It is oddly appropriate that the new Polish drama “Aftermath” is opening on Nov. 1, in the midst of the Halloween movie season. The film, written and directed by Władysław Pasikowski, is structured like a horror film, uses the tropes of the supernatural thriller boldly and deftly, and has its roots in the appalling realities of Jewish life and death in Poland in the 1940s. In short, it’s a Shoah film, but one that trades elements of that burgeoning genre for the familiar lineaments of another, older kind of filmmaking.
Until he co-wrote the screenplay for Andrzej Wajda’s “Katyn,” Pasikowski was little known outside of Poland, where he had a reputation as an efficient director of crime films and television programs. That is a training ground that stands him in good stead in “Aftermath.” Like many horror films about a stranger poking around into the past, it partakes of the structure of the detective film, only to gradually infect the rationalistic world of detection with the return of the repressed, usually in some ghoulish form.
The stranger is Franek Kalina (Ireneusz Czop), who has come back to the small farming town in which he was born to find out why his sister-in-law turned up on his doorstep in Chicago. His brother Jozek (Maciej Stuhr) never left Poland and nothing seems to have changed in the hamlet. But Jozek is estranged from his neighbors for reasons unstated but presumably sinister. Franek inevitably digs into the secrets and finds himself suddenly as unpopular as his younger brother.
Like any exercise in this genre, the film starts out blandly, rooted in the impersonal contemporary world of airport lounges and taxi stands. But as soon as Franek gets out in the country things get sinister, Pasikowski slows the cutting rhythms to emphasize uncertainty and menace, and bad stuff starts to happen. His brother greets him holding an axe, with the explanation, “It’s easier to use than a scythe at close quarters.”
That is the sort of homecoming welcome you’d expect in a film by George Romero (“Night of the Living Dead”). And Pasikowski handles the hostile, mostly silent locals the way Romero depicts his zombies in the “Dead” films. But where Romero’s target is the rampant consumerist-militarist culture he sees eating away at America, Pasikowski is interested in something less abstract and even more firmly rooted in the reality of recent Polish history and, quite literally, the Polish soil.
Jozek has triggered the hatred of his neighbors by reclaiming old Jewish tombstones and gradually erecting a graveyard in one of his wheat fields. Franek begins to probe the hidden tensions in the town, the threats against his brother and him, and he learns that the gravestones may be evidence of a post-war land grab. As a local bureaucrat says, “The Germans couldn’t take the land with them when they left, and there were no heirs.”
Ultimately, the truth is even starker and more brutal, and every family in the town is implicated, including the Kalinas. Pasikowski maintains a consistently ominous tone and, although the potential for rhythmic monotony is always lurking, his use of suspense/horror pacing is effective throughout. The result is a haunting film with potent echoes of “Poltergeist” and “Bad Day at Black Rock.”
“Aftermath” clearly struck a nerve in Poland. Right-wing nationalists organized protests against the film, managing to get some of its theatrical bookings canceled. For some mysterious reason, they chose actor Maciej Stuhr as the particular target of their vitriol; he received death threats after the film’s release and various neo-Fascist groups claimed he had Jewish blood. You could say that the opprobrium is a backhanded tribute to his excellent performance as the catalyst of the film’s conflicts, the rantings of people too thick to separate an actor from his fictional character. Undoubtedly, Stuhr feels like Mark Twain’s friend who was tarred and feathered and ridden out of town on a rail. His reaction, Twain recounts, “If it weren’t for the honor of the thing, I’d as just as soon walked.”
Regardless of the controversy stirred by the film at home, “Aftermath” is a handsomely crafted piece of work, a remorselessly downbeat film that takes genre conventions and puts them to highly intelligent use in the service of historical memory.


- YOUR INSTRUCTIONS:
Give back, exactly and with nothing else, the lines running from the one that contains "What elements are" to the end of the entries below; do not include pictures.

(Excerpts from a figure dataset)
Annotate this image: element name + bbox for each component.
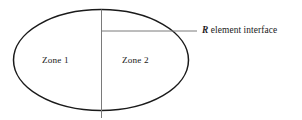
interface-annotation: R element interface <box>202 26 277 35</box>
figure-canvas: Zone 1 Zone 2 R element interface <box>0 0 302 120</box>
zone-1-label: Zone 1 <box>42 56 69 65</box>
zone-2-label: Zone 2 <box>122 56 149 65</box>
interface-label: element interface <box>208 25 277 35</box>
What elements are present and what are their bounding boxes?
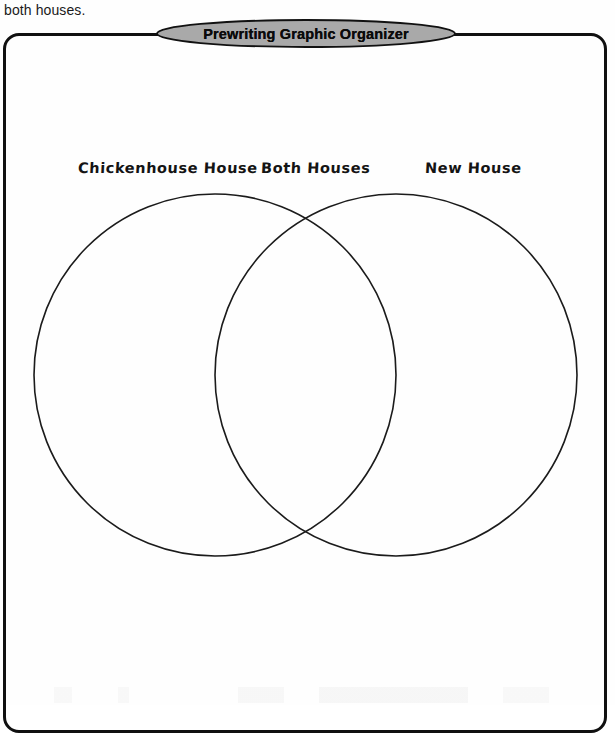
page-title: Prewriting Graphic Organizer: [155, 18, 457, 49]
venn-label-right: New House: [425, 160, 523, 176]
title-banner: Prewriting Graphic Organizer: [155, 18, 457, 49]
venn-label-left: Chickenhouse House: [78, 160, 259, 176]
worksheet-frame: [3, 33, 607, 733]
top-text-fragment: both houses.: [4, 2, 85, 19]
venn-label-middle: Both Houses: [261, 160, 371, 176]
scan-artifact: [20, 687, 595, 703]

- PROBLEM SOLUTION:
What elements are present and what are their bounding boxes?
page-title: Prewriting Graphic Organizer: [155, 18, 457, 49]
venn-label-right: New House: [425, 160, 523, 176]
title-banner: Prewriting Graphic Organizer: [155, 18, 457, 49]
venn-label-left: Chickenhouse House: [78, 160, 259, 176]
worksheet-frame: [3, 33, 607, 733]
top-text-fragment: both houses.: [4, 2, 85, 19]
venn-label-middle: Both Houses: [261, 160, 371, 176]
scan-artifact: [20, 687, 595, 703]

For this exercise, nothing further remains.